"We try to pay a man what..." - Quote by Henry Ford
We try to pay a man what he is worth and we are not inclined to keep a man who is not worth more than the minimum wage.
More by Henry Ford
“A business which can bring itself to the point where it attracts the attention of money should be able to continue on its own feet without being financed.”
“Anyone who stops learning is old — whether this happens at twenty or at eighty. Anyone who keeps on learning not only remains young but becomes constantly more valuable — regardless of physical capacity.”
“We are always seeking for those things which are in the clouds, not for those that lie at our feet.”
More on Work Ethic
“If the poet spun for half an hour daily, his poetry would gain in richness.”

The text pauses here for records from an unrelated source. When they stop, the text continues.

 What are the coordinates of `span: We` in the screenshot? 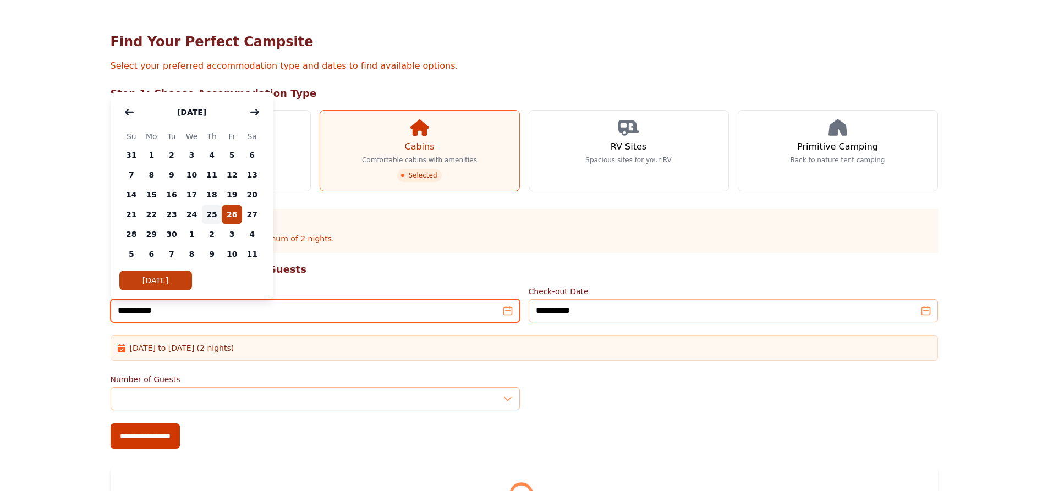 It's located at (191, 136).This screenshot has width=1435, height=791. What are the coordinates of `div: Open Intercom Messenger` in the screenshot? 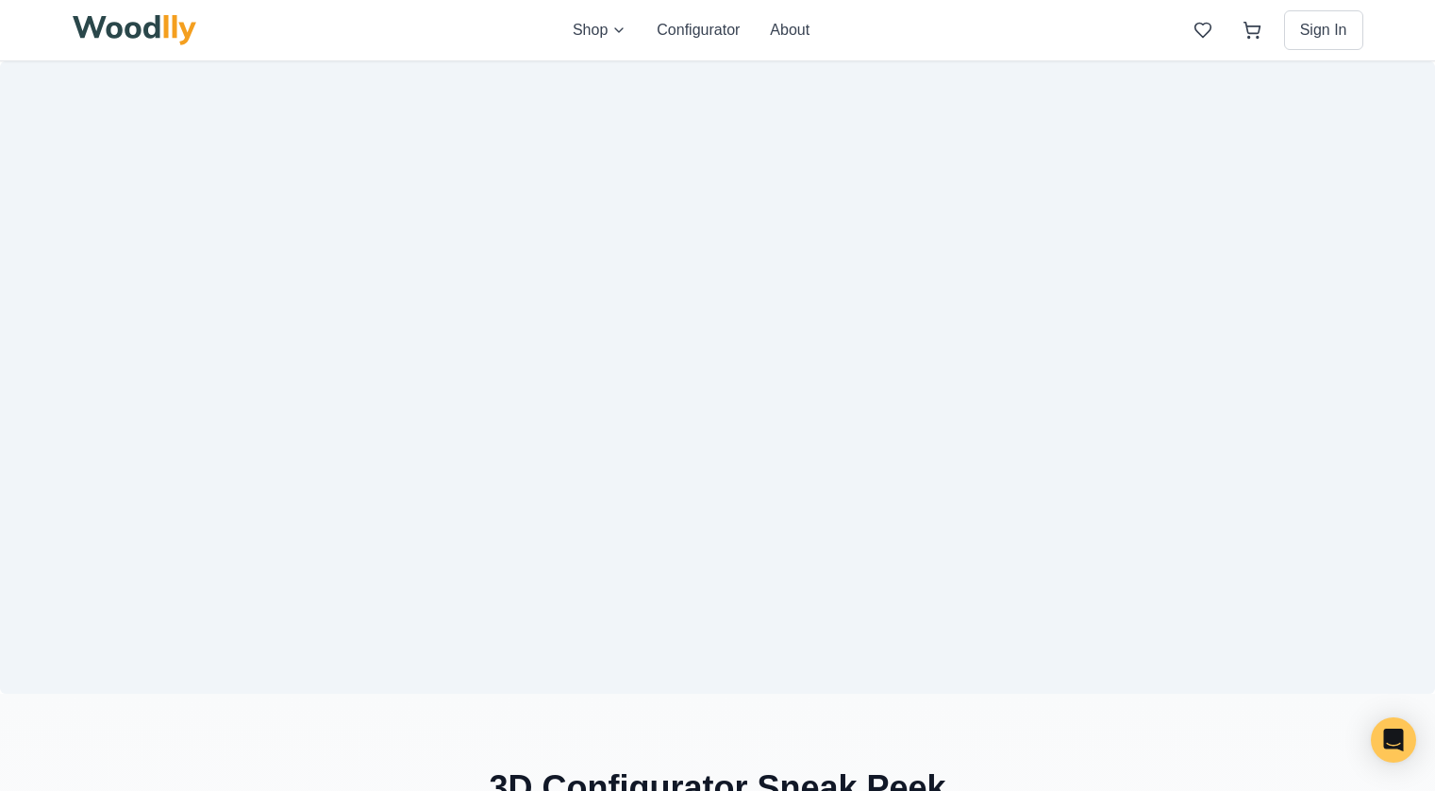 It's located at (1393, 740).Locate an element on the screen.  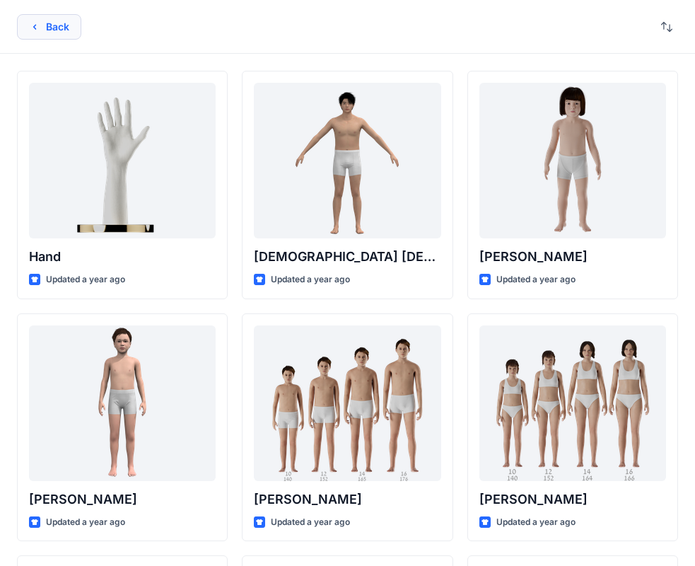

“If there ever was a pursuit which stultified itself by its very conditions, it is the pursuit of pleasure as the all-sufficing end of life. Happiness cannot come to any man capable of enjoying true happiness unless it comes as the sequel to duty well and honestly done. To do that duty you need to have more than one trait. From the greatest to the smallest, happiness and usefulness are largely found in the same soul, and the joy of life is won in its deepest and truest sense only by those who have not shirked life's burdens.”
“Every industrious man, in every lawful calling, is a useful man. And one principal reason why men are so often useless is that they neglect their own profession or calling, and divide and shift their attention among a multiplicity of objects and pursuits.”